Il 02/03/2014 22:29, Stanislav German-Evtushenko ha scritto:
Hello Gionatan,
Thank you for the so detailed reply!
1) simply use the writethrough cache and configure your battery
backupped RAID card to ignore fsync requests (warning, you really
_need_ a battery backupped RAID card or corruption / data loss
will
happen in case of a power failure). In this manner, you can use
the
OS-provided read cache, while passing all writes directly to the
RAID card (wich will ignore the fsync requests attached with
them).
The problem is that the writethrough config will impose a big
overhead on the OS (fsync are not cheap, even when the hardware
ignore them), resulting in low performance anyway (probably).
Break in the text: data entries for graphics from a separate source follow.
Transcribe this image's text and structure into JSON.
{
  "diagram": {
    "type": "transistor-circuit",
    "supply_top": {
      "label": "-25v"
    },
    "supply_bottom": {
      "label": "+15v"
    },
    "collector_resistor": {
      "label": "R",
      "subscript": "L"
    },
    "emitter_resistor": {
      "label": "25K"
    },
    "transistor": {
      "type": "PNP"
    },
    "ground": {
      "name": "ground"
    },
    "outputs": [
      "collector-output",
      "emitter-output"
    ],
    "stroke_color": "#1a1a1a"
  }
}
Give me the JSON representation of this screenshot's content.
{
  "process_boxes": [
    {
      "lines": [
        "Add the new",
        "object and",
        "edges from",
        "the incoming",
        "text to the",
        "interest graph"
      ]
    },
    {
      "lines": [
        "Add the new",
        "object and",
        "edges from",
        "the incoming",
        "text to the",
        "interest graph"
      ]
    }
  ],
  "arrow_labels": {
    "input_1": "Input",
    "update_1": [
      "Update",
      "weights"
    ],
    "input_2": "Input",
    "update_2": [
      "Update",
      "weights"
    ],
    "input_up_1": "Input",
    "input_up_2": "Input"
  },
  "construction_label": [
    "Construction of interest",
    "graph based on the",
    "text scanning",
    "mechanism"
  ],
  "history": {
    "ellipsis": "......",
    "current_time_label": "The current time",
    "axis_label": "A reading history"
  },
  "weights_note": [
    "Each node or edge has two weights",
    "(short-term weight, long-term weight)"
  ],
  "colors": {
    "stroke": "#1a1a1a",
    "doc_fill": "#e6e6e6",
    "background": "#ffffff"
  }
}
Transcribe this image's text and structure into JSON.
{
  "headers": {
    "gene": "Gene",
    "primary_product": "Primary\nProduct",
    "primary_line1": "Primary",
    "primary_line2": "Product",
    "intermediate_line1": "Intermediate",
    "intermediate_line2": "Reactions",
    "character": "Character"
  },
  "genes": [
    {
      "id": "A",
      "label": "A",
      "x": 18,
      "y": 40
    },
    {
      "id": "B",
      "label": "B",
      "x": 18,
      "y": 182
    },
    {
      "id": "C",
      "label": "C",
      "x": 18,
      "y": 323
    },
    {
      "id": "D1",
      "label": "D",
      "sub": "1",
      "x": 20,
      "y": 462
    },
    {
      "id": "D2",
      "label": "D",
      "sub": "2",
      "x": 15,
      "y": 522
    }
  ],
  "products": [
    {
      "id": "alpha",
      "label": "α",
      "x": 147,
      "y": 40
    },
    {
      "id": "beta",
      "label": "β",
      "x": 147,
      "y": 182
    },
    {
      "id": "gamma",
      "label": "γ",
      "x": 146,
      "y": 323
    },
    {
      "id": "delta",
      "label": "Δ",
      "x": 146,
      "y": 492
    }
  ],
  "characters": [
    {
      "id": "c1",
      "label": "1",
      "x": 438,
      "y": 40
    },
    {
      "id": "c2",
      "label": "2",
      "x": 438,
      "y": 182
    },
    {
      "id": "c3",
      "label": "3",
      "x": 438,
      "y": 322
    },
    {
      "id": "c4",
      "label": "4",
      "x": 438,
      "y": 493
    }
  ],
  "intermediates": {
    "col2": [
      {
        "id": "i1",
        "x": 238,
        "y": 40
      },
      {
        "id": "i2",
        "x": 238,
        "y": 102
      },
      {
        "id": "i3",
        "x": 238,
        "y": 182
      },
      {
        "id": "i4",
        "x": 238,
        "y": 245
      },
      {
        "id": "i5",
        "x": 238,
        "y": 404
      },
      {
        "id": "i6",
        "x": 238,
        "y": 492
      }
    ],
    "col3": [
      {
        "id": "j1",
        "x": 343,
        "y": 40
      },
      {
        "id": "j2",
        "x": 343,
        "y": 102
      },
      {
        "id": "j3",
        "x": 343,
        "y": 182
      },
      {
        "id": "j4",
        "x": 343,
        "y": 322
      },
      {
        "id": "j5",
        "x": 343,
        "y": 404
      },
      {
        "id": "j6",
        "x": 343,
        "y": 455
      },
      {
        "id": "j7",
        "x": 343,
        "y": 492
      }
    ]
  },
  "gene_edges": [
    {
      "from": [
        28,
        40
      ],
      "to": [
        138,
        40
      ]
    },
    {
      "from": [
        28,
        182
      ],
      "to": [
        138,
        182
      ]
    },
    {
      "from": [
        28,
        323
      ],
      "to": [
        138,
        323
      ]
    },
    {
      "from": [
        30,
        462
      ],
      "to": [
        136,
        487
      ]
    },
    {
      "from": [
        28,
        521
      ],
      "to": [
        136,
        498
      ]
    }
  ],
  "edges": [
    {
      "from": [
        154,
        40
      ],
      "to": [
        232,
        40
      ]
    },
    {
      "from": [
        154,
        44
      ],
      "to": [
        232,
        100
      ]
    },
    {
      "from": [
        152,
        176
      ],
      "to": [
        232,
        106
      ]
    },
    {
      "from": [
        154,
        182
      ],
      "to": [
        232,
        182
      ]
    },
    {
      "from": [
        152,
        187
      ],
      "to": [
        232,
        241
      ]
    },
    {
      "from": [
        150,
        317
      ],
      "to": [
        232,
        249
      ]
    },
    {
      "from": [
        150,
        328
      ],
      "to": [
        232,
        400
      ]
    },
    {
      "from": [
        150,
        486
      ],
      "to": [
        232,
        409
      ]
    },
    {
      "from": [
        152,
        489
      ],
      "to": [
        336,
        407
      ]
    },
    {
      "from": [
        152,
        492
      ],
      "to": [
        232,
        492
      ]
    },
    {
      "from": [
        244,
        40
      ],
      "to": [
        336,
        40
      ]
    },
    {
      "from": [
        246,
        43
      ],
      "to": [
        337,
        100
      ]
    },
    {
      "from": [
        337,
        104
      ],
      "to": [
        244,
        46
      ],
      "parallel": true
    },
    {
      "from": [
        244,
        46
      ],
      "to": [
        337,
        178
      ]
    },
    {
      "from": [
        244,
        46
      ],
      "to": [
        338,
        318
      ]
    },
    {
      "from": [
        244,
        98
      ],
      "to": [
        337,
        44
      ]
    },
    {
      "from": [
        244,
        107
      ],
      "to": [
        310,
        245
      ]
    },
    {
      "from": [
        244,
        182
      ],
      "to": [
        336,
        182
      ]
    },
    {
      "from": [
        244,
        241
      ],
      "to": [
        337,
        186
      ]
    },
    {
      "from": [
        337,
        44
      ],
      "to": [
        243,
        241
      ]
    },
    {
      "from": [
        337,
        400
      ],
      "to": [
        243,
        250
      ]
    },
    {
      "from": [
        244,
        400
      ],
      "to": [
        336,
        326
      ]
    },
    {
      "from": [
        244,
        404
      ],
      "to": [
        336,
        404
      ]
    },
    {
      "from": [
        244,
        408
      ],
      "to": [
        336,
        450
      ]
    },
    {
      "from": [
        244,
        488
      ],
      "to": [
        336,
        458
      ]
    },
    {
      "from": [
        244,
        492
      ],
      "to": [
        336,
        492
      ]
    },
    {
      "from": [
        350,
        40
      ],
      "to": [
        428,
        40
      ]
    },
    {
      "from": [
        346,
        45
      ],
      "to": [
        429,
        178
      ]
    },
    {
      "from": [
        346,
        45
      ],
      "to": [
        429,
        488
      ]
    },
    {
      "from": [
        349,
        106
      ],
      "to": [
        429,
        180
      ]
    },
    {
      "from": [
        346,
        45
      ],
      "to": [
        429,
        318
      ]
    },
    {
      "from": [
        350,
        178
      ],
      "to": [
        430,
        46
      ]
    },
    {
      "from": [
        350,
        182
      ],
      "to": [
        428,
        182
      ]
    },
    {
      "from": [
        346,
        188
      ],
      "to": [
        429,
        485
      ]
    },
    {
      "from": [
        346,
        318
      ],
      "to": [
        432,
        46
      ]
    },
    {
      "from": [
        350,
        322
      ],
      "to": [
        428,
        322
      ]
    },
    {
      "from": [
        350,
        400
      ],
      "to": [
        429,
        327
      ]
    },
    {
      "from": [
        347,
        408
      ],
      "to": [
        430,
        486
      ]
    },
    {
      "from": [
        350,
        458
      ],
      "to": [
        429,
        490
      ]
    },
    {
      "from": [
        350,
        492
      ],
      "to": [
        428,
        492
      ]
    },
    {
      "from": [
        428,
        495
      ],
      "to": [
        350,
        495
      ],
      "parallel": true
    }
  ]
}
It looks as a way to go. I'll check if Dell RAID can be configured to
ignore flushes.
Hi,
with DELL PERC cards (which really are rebranded LSI) w/battery
backup, it should suffice to set the controller's cache to "writeback"
mode. Using the "force writeback" mode disables sync even for RAID
card without battery backup, but this is _strongly_ discouraged.
2) with relatively recent Qemu versions (CentOS 6+), you can use
the
writeback cache, enable write barriers on the guest OS and
configure
your battery backupped RAID card to ignore fsync requests (the
same
warning apply: to safely configure your RAID cache as a writeback
one, you _need_ a battery backupped card). With write barrier
enabled on the guest side, you are sure that important writes will
be synched to the RAID cache (as Qemu will pass the relative
barriers to the underling OS), while the host will cache any read
requests.
Writeback is an option when you can be sure that all of your systems
are
configured properly (with barriers enabled, etc) however this is not
always possible, so I'm trying to find a more general option.
Sure, but both Windows and recent Linux guests enable barriers by
default. An exception is Debian with EXT3 filesystem, where you should
manually enable barriers using the "barrier=1" mount option.